CANVAS: BIG DATA AND ART

Published December 10, 2017

Hedge funds and some of the world’s biggest banks have embraced the predictive properties of machine learning to spot patterns and guide their investment decisions. Could this branch of artificial intelligence be used to divine the vagaries of the art market? A New York start-up says it can.

Arthena analyses hundreds of thousands of data points on artworks —artist, style, medium, size and so forth. Adding a touch of human insight, the company picks pieces it says will generate handsome returns for investors. Arthena manages several funds, ranging from low-risk ones that invest in modern art to higher-risk funds that buy works from emerging artists.

Valuing art is inherently subjective, and many experts are sceptical that it can be profitably bought and sold by the numbers. But Arthena co-founder and Chief Executive Officer Madelaine d’Angelo said, “Arthena could shed light on a market where deals are often done privately, lower the barriers to entry and help democratise art investing.”

Investing in art is a daunting prospect for most people because there is little available data. But that’s changing ...

“Most people in the art world don’t like what we’re doing,” D’Angelo said, noting that she’s been accused of stealing the soul from art investing. “We’re not advocating that art shouldn’t exist for art’s sake, or that people should stop building collections, but we want to make it more widely available as an asset class and investment opportunity.”

Arthena’s pitch coincides with a surge of interest in art investing. Many investors are seeking to diversify their portfolios amid low bond yields and what some consider a frothy equities market. Sales at the big auction houses have jumped 18 percent in the first half of 2017, according to Deloitte’s latest Art & Finance report, and well-known works are fetching record prices.

Art funds are another way to get into the market, but these are usually sold to high net-worth individuals or family offices and managed by professional experts with connections in the art world. Arthena wants to make art investing accessible to more people and attract the next generation of art enthusiasts, including data-obsessed millennials.

“What you see with a lot of innovation happening in art and technology and finance, is that it’s the same repackaged product continued to be sold to the same pool of investors without bringing in a wider audience,” said D’Angelo, 30. “What we are asking is what can we do to make that happen?”

D’Angelo, who has a master’s degree in museum studies from Harvard and worked at the Smithsonian, founded Arthena in 2013 with her brother Michael, 27, chief technology officer, who studied computational and mathematical engineering at Stanford. Their company also has an office in San Francisco and is opening one in Luxembourg, the centre of the art investing world. Backed by Foundation Capital, Beamonte Investments and Y Combinator, the company recently teamed with brokerage Charles Schwab, which offers a suite of alternative investment offerings.

Investing in art is a daunting prospect for most people because there is little available data. That’s changing thanks to the likes of Magnus, a start-up with ambitions to catalogue the existence and price of every artwork and to make that information publicly available; another start-up, Artsy, streams auctions on smartphones and tablets and lists inventory from a global network of galleries.

Arthena is talking to investors in their own language — math. D’Angelo said her team of data scientists uses the same rigorous data-driven approach that fund managers apply to any financial product. Among them: prices at public auctions, the number of gallery or museum exhibits an artist has had, how often an artist’s name comes up in data bases or social media, and works collectors already own of a given artist.

D’Angelo said her company can spot trends across more dimensions and a broader body of work than a team of human analysts or advisers could do, though art experts review the algorithms’ findings. Arthena targets works below one million US dollars and said pieces selling for less than 50,000 dollars are the most liquid.

For now, only wealthy investors accredited by the Securities and Exchange Commission — generally individuals with annual incomes of 200,000 dollars (or 300,000 dollars for a couple), or one million dollars in assets — can put money in an Arthena fund. The amount invested varies based on the fund and the manager’s needs but is typically about 10,000 dollars. The company said it has tens of millions of dollars in commitments so far and hopes to generate 12.5 percent to 15.5 percent annual returns. Investors won’t know how they’ve done until the company sells its first artworks in a year or so.

Adam Goldstein, who co-founded the travel site Hipmunk, made a ‘small’ investment in an Arthena fund. “To find an asset class that’s this different; those don’t come along very often,” he said. If Arthena succeeds, he adds, it could help make art a more widely accepted asset for a diversified portfolio.

Data has already had a huge effect on the art market, lowering prices and improving transparency, said Evan Beard, an art services executive at US Trust, the private bank owned by Bank of America Corp.

While the personal touch will probably never go away, Arthena’s data-first approach could appeal to a new generation of art aficionados. Phillip Ashley Klein, who runs Deloitte Consulting’s US Art & Finance team, said a massive transfer of wealth is underway from boomers to millennials, who want a “more personal experience and more contextual transparency.”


*What you should do*: Give the data again in full, without pictures.
───── Data to use
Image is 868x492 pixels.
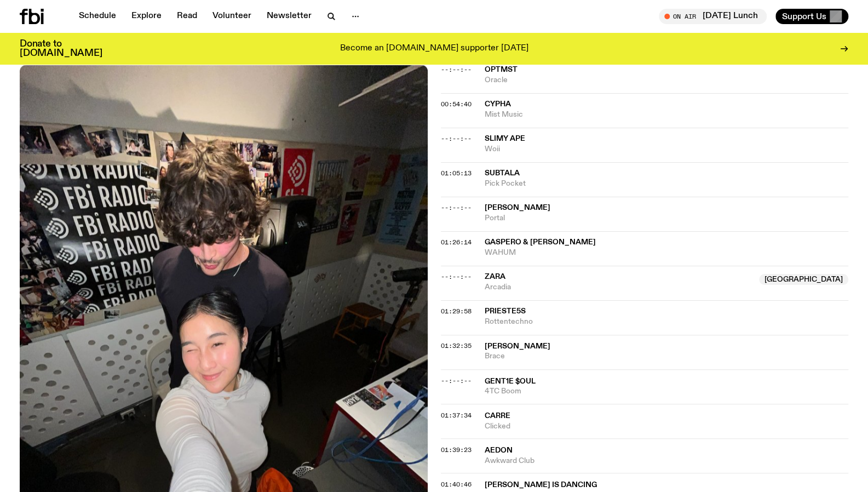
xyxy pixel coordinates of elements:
[441,101,472,108] button: 00:54:40
[441,376,472,384] span: --:--:--
[485,178,849,189] span: Pick Pocket
[441,480,472,487] button: 01:40:46
[441,412,472,418] button: 01:37:34
[206,9,258,24] a: Volunteer
[441,308,472,314] button: 01:29:58
[441,168,472,178] span: 01:05:13
[441,65,472,74] span: --:--:--
[485,420,849,431] span: Clicked
[485,110,849,120] span: Mist Music
[485,480,597,488] span: [PERSON_NAME] is Dancing
[485,248,849,258] span: WAHUM
[260,9,318,24] a: Newsletter
[441,238,472,246] span: 01:26:14
[441,341,472,350] span: 01:32:35
[485,351,849,361] span: Brace
[441,239,472,246] button: 01:26:14
[485,169,520,177] span: Subtala
[441,306,472,316] span: 01:29:58
[441,479,472,488] span: 01:40:46
[20,40,103,58] h3: Donate to [DOMAIN_NAME]
[441,342,472,349] button: 01:32:35
[759,274,848,285] span: [GEOGRAPHIC_DATA]
[441,203,472,212] span: --:--:--
[340,44,528,53] p: Become an [DOMAIN_NAME] supporter [DATE]
[782,12,827,22] span: Support Us
[125,9,168,24] a: Explore
[171,9,204,24] a: Read
[485,66,517,74] span: Optmst
[485,272,506,280] span: Zara
[485,75,849,85] span: Oracle
[441,446,472,452] button: 01:39:23
[485,386,849,396] span: 4TC Boom
[485,144,849,155] span: Woii
[441,444,472,454] span: 01:39:23
[485,376,536,384] span: Gent1e $oul
[659,9,767,24] button: On Air[DATE] Lunch
[485,213,849,223] span: Portal
[775,9,848,24] button: Support Us
[485,446,512,454] span: Aedon
[485,204,551,212] span: [PERSON_NAME]
[485,134,525,142] span: Slimy Ape
[485,282,753,293] span: Arcadia
[441,171,472,176] button: 01:05:13
[441,410,472,419] span: 01:37:34
[441,100,472,108] span: 00:54:40
[485,307,526,315] span: Prieste5s
[485,238,596,246] span: Gaspero & [PERSON_NAME]
[441,272,472,281] span: --:--:--
[485,342,551,350] span: [PERSON_NAME]
[485,411,510,419] span: Carre
[441,134,472,143] span: --:--:--
[485,455,849,465] span: Awkward Club
[485,316,849,327] span: Rottentechno
[72,9,123,24] a: Schedule
[485,100,511,108] span: Cypha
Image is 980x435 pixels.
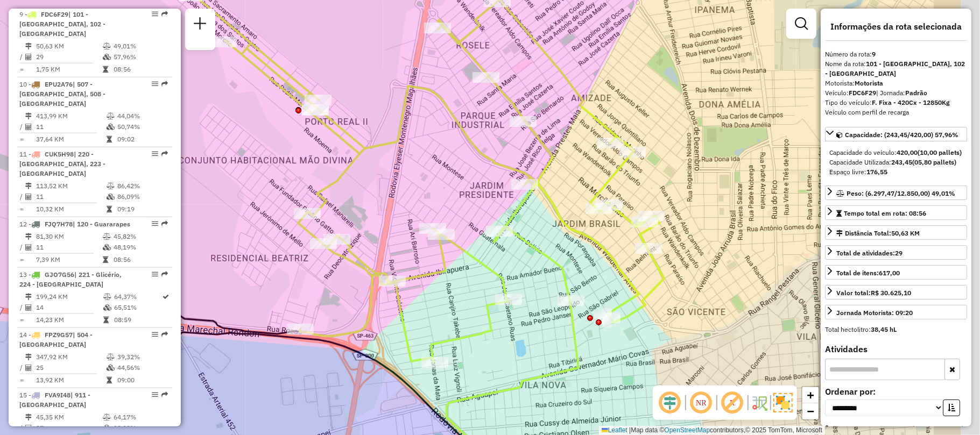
──────────
*Output of the exercise*:
Image is 868x492 pixels.
xyxy pixel coordinates of elements:
[441,101,472,108] button: 00:54:40
[441,376,472,384] span: --:--:--
[485,178,849,189] span: Pick Pocket
[441,480,472,487] button: 01:40:46
[441,412,472,418] button: 01:37:34
[206,9,258,24] a: Volunteer
[441,308,472,314] button: 01:29:58
[441,168,472,178] span: 01:05:13
[441,65,472,74] span: --:--:--
[485,420,849,431] span: Clicked
[485,110,849,120] span: Mist Music
[485,480,597,488] span: [PERSON_NAME] is Dancing
[485,248,849,258] span: WAHUM
[260,9,318,24] a: Newsletter
[441,238,472,246] span: 01:26:14
[441,341,472,350] span: 01:32:35
[485,351,849,361] span: Brace
[441,239,472,246] button: 01:26:14
[485,169,520,177] span: Subtala
[441,306,472,316] span: 01:29:58
[441,479,472,488] span: 01:40:46
[20,40,103,58] h3: Donate to [DOMAIN_NAME]
[441,342,472,349] button: 01:32:35
[759,274,848,285] span: [GEOGRAPHIC_DATA]
[441,203,472,212] span: --:--:--
[340,44,528,53] p: Become an [DOMAIN_NAME] supporter [DATE]
[782,12,827,22] span: Support Us
[125,9,168,24] a: Explore
[171,9,204,24] a: Read
[485,66,517,74] span: Optmst
[485,272,506,280] span: Zara
[485,75,849,85] span: Oracle
[441,446,472,452] button: 01:39:23
[485,386,849,396] span: 4TC Boom
[485,144,849,155] span: Woii
[441,444,472,454] span: 01:39:23
[485,376,536,384] span: Gent1e $oul
[659,9,767,24] button: On Air[DATE] Lunch
[485,213,849,223] span: Portal
[775,9,848,24] button: Support Us
[485,446,512,454] span: Aedon
[485,204,551,212] span: [PERSON_NAME]
[485,134,525,142] span: Slimy Ape
[485,282,753,293] span: Arcadia
[441,171,472,176] button: 01:05:13
[441,410,472,419] span: 01:37:34
[441,100,472,108] span: 00:54:40
[485,307,526,315] span: Prieste5s
[485,238,596,246] span: Gaspero & [PERSON_NAME]
[441,272,472,281] span: --:--:--
[485,342,551,350] span: [PERSON_NAME]
[485,411,510,419] span: Carre
[441,134,472,143] span: --:--:--
[485,455,849,465] span: Awkward Club
[485,316,849,327] span: Rottentechno
[72,9,123,24] a: Schedule
[485,100,511,108] span: Cypha
Image is 980x435 pixels.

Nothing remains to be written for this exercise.